Ransomware attacks have impacted only 25% of U.S. organizations during the past year, representing a 61% drop from 2021, according to VentureBeat.
Sixty-eight percent of companies hit by ransomware paid demanded ransoms last year, compared with 82% in 2021, a report from Delinea revealed. However, the rate of organizations with incident response plans declined from 94% in 2021 to 71% in 2022, indicating that entities are becoming increasingly complacent against ransomware attacks.
"Ransomware is still a significant concern and threat to any organization, and some of the signs of complacency we saw evidenced in the survey research could be a harbinger of an increase in ransomware in 2023," said Delinea Chief Security Scientist and Advisory Chief Information Security Officer Joseph Carson.
Carson noted that the persistent threat of ransomware attacks should prompt organizations to invest in proactive cybersecurity measures aimed at strengthening their identity and access controls, such as multi-factor authentication and password vaulting.
Ransomware attack prevalence drops
Ransomware attacks have impacted only 25% of U.S. organizations during the past year, representing a 61% drop from 2021, according to VentureBeat.
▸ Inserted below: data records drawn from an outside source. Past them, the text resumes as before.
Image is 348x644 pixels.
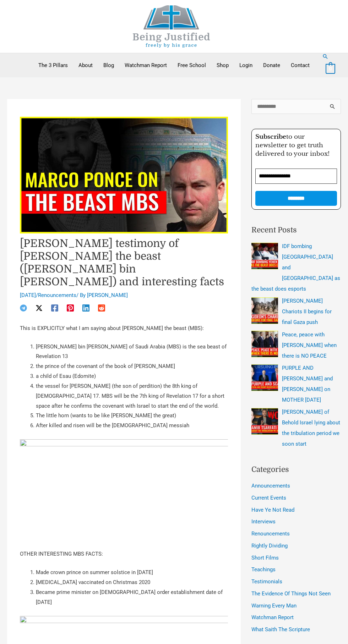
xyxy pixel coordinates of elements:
[282,365,333,403] a: PURPLE AND [PERSON_NAME] and [PERSON_NAME] on MOTHER [DATE]
[20,323,228,334] p: This is EXPLICITLY what I am saying about [PERSON_NAME] the beast (MBS):
[20,237,228,288] h1: [PERSON_NAME] testimony of [PERSON_NAME] the beast ([PERSON_NAME] bin [PERSON_NAME]) and interest...
[251,243,340,292] a: IDF bombing [GEOGRAPHIC_DATA] and [GEOGRAPHIC_DATA] as the beast does esports
[51,305,58,312] a: Facebook
[119,56,172,74] a: Watchman Report
[329,66,332,72] span: 0
[251,603,296,609] a: Warning Every Man
[251,225,341,236] h2: Recent Posts
[38,292,76,298] a: Renouncements
[251,543,287,549] a: Rightly Dividing
[20,550,228,560] p: OTHER INTERESTING MBS FACTS:
[36,588,228,608] li: Became prime minister on [DEMOGRAPHIC_DATA] order establishment date of [DATE]
[251,518,275,525] a: Interviews
[98,305,105,312] a: Reddit
[36,578,228,588] li: [MEDICAL_DATA] vaccinated on Christmas 2020
[20,292,228,300] div: / / By
[83,305,90,312] a: Linkedin
[282,332,336,360] a: Peace, peace with [PERSON_NAME] when there is NO PEACE
[326,65,335,72] a: View Shopping Cart, empty
[211,56,234,74] a: Shop
[251,483,290,489] a: Announcements
[172,56,211,74] a: Free School
[251,507,294,513] a: Have Ye Not Read
[251,555,279,561] a: Short Films
[251,567,275,573] a: Teachings
[20,305,27,312] a: Telegram
[251,627,310,633] a: What Saith The Scripture
[255,169,337,184] input: Email Address *
[251,464,341,476] h2: Categories
[251,579,282,585] a: Testimonials
[35,305,42,312] a: Twitter / X
[36,342,228,362] li: [PERSON_NAME] bin [PERSON_NAME] of Saudi Arabia (MBS) is the sea beast of Revelation 13
[251,241,341,449] nav: Recent Posts
[251,481,341,635] nav: Categories
[87,292,128,298] a: [PERSON_NAME]
[36,411,228,421] li: The little horn (wants to be like [PERSON_NAME] the great)
[33,56,315,74] nav: Primary Site Navigation
[282,298,332,326] a: [PERSON_NAME] Chariots II begins for final Gaza push
[36,372,228,382] li: a child of Esau (Edomite)
[322,54,328,60] a: Search button
[255,133,329,158] span: to our newsletter to get truth delivered to your inbox!
[286,56,315,74] a: Contact
[73,56,98,74] a: About
[118,5,225,48] img: Being Justified
[36,421,228,431] li: After killed and risen will be the [DEMOGRAPHIC_DATA] messiah
[36,382,228,411] li: the vessel for [PERSON_NAME] (the son of perdition) the 8th king of [DEMOGRAPHIC_DATA] 17. MBS wi...
[251,495,286,501] a: Current Events
[251,614,294,621] a: Watchman Report
[234,56,258,74] a: Login
[67,305,74,312] a: Pinterest
[282,409,340,447] a: [PERSON_NAME] of Behold Israel lying about the tribulation period we soon start
[251,531,290,537] a: Renouncements
[20,292,36,298] span: [DATE]
[258,56,286,74] a: Donate
[33,56,73,74] a: The 3 Pillars
[98,56,119,74] a: Blog
[251,590,331,597] a: The Evidence Of Things Not Seen
[36,362,228,372] li: the prince of the covenant of the book of [PERSON_NAME]
[255,133,286,141] strong: Subscribe
[36,568,228,578] li: Made crown prince on summer solstice in [DATE]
Malicious QR code messages have also been increasingly leveraged to compromise the sector, with Office 365 used to send over 15,000 of such messages to education entities, a Microsoft Threat Intelligence report showed.
Misconfigured Magento or OpenCart instances may have been targeted to facilitate the deployment of Mongolian Skimmer, which uses various event-handling methods to ensure extensive compatibility while hiding malicious activity with heavy Unicode character utilization.